Archive for August 7th, 2008

“It corners like it’s on rails.”*

For those of you who don’t pick up my semi-comedic status updates on Facebook (and I can think of potentially four of you, and that’s it), I’ve been taking a look at the new version, which they’ve done up nice, and tried to hide all the useless applications away, and things.

By and large I’m really quite fond of this New Facecoke, it really does seem to be neater and cleaner, and if it’s taken away all my beloved Applications That Tell You What I Want You To Think My Personality Is, it’s also shifted all those bloody Zombies off people’s pages (Is there ever a time when a Zombie-related thing is an application you encourage to go near a computer? I can’t think of any).

It has, however, a downside. And that downside seems to be that it was Designed After The Millenium.

At some point in the very late 90s, and unbeknownst to be, who was using Win 3.1 on a Pentium (before they started numbering the sods) right up until January 2002, there was some Council Of Evil that decreed that, henceforth, any new, mainstream, computer software had to come with ugly rounded corners. I’m running Win XP back home, and, thank God, it has a “Windows Classic” setting, which is precisely the first thing I turn on whenever I re-install Windows (as opposed to an Internet Connection, which is precisely the last thing I turn on whenever I re-install Windows).

The UWA AU terminal I’m using at the moment is running Vista, and it’s bubbly as Sin. Blecccch.

What is *with* this, people?

I do not believe that anyone who knew me could honestly accuse me of “not liking curves.” On the contrary, I am a huge fan of curves. Many of my most attractive friends have curves. Indeed, if you asked me to list several things that I find attractive in women, “curves” would be right in at number four-ish, after “being a nice person,” “big eyes,” and “not objecting to overweight librarians with beards.”

But whilst I am an only occasionally slavering fan of curves in their proper place, I do not carry this fandom to excess. Cars, if they do not overdo it, can look very well with curves, and so can smaller things like rubber balls, and larger things like the Cotswolds, and I have no objection to their remaining just as shapely as they are.

Where I get fed up with curves is when they feature in place of sharp angular corners in operating systems or application windows. I do not see the need to take a perfectly good, sharp, crisp line, and spoil it by filing off the edges.

I can accept that we don’t all want the glory days of DOS back (and, actually, since I’ve only just discovered Tab-complete, I was probably never a very efficient DOS user, since I’d type things like “Copy a:\work\eng\chau1.rtf c:\jta\work\eng\xwrk\chau1.rtf” out in longhand every time, which, in retrospect, may not have been the fastest way to do it, and which is certainly slower than “click, Ctrl+c, alt+tab, Ctrl+v”. But do we really have to have curves?

Has there been some study done that “found 63% of people found curvy edges instead of corners made them less afraid of computers,” or something? Or are you developers just doing this to annoy everyone? I’m curious as to where and why this came to be inflicted on us all. (Well, me, specifically, but everyone else seems to have it, too.)

Bloody WordPress is doing it, an’ all!

*Cite me! I was the only quote JTA could think of that involved corners, and I feel lonely and innapropriate!

I’m getting up again in the morning…

…Which is why it’s a damn shame that I’m really vey drunk right now. *sighs*

I know I’m very drunk because I just walked back from Spar, with a bag of delicious pork scratchings in one hand, and a loaf of indifferent Spar bread in the other (for breakfast) and singing (just about under my breath, I’m not a complete spanner), singing, as I say, Fairport’s Time Will Show The Wiser, which my Zen dug out for me, which I can promise you I’ve not sung along to since, uh… well, the VIth form, I guess.

The problem here is entirely my failure to say “No” to other people (I can say no to myself like a demon, for what that’s worth). In this case, the fault lies with Dan, who not only bought me further beer so as to be able to tell me more about Midori (I asked. Damn you, El Reg!), but then also kept pouring his beer into my glass, so as to speed the Drinking Up once the Ship decided they wanted to go to bed.

(Ship and Castle: Draging JTA out of Sobriety since 2003.)

Work continues to go well, and be fun, as I’ll expand upon in a proper sober post (when I’m not just killing time by drinking water and trying to get the QWERTY keys to stay in their appointed places), although I’ve got Manual Handling training tomorrow,which I did not 18 months back with my previous employers (note how carefully I don’t say it’s the Bod, there; this morning’s training on Data Protection evidently held right up to the start of these parenthesese*), so I anticipate a certain ammount of feeling like I know this already. Probably can’t hurt to do it all again, though. At least, I think that’s the idea.

Anyway, it’s getting StupidLate(TM). Metabolism that Won’t Let Me Be Hungover, don’t fail me now!

Night guys.

Edit: 7th August 2008; 08-02
O, and we got given cake. That was cool.

MMM, tea. ‘s All Good.

* Yeah. Drunk, but not completely mortal.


• [PROBLEM REQUIREMENTS]: Below are the records; give again exactly the lines from the one containing "Get detection for *human face*." through the one containing "Focus the camera", leaving out pictures.

• [MATERIAL TO PROCESS]:
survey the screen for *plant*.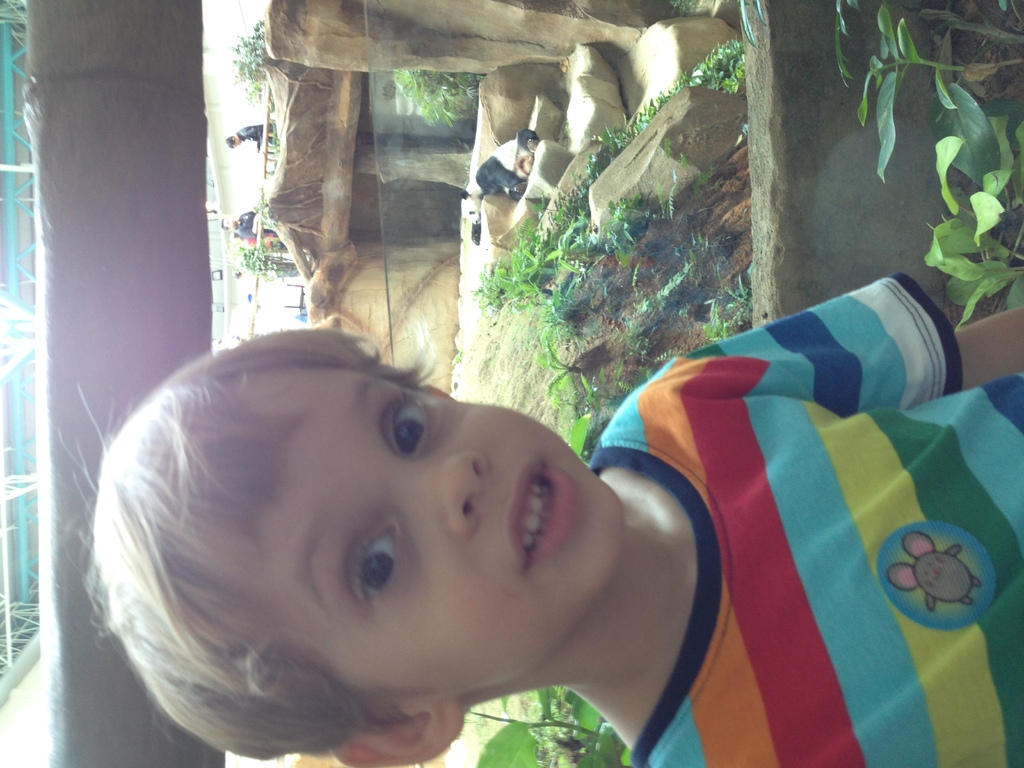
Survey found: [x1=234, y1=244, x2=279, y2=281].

==

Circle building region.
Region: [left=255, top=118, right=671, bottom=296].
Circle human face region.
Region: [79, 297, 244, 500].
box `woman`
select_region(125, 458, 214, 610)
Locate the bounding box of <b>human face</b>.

...

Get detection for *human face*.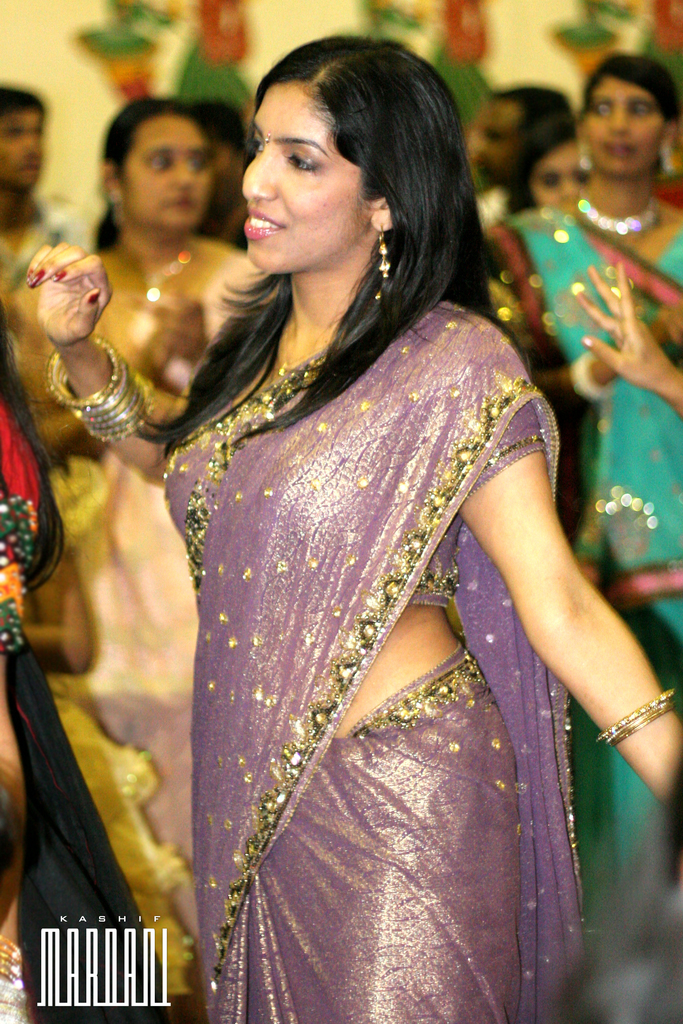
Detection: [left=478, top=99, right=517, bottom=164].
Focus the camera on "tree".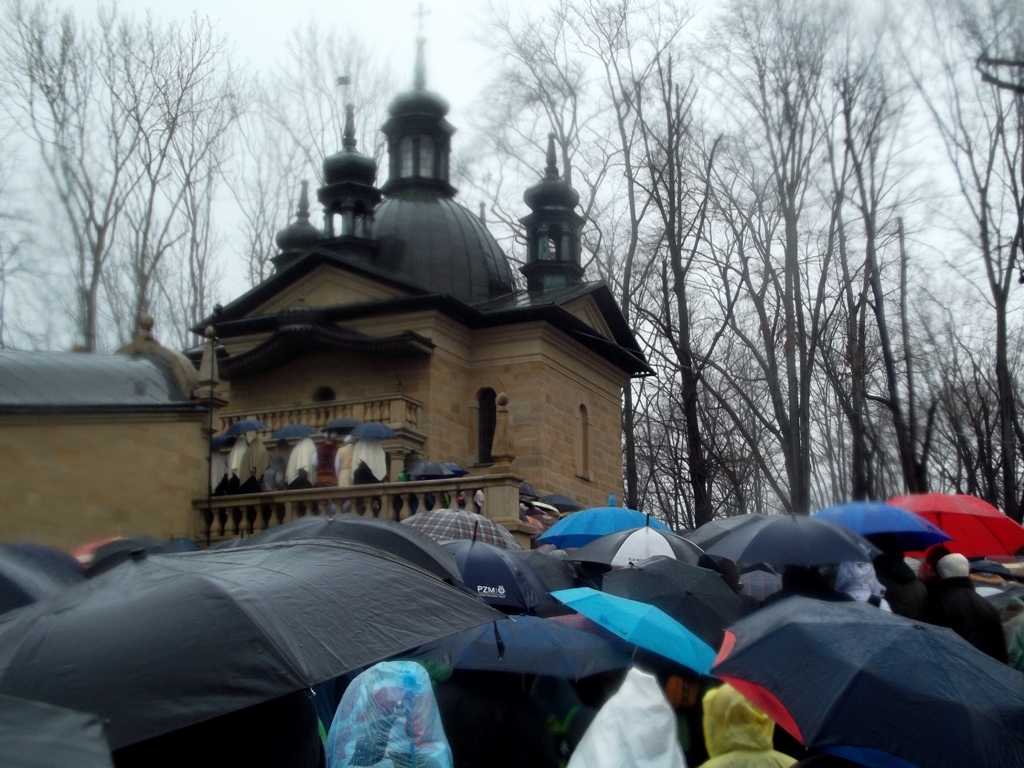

• [TASK RESULT]:
Get detection for *human face*.
Detection: [left=478, top=99, right=517, bottom=164].
Focus the camera on "tree".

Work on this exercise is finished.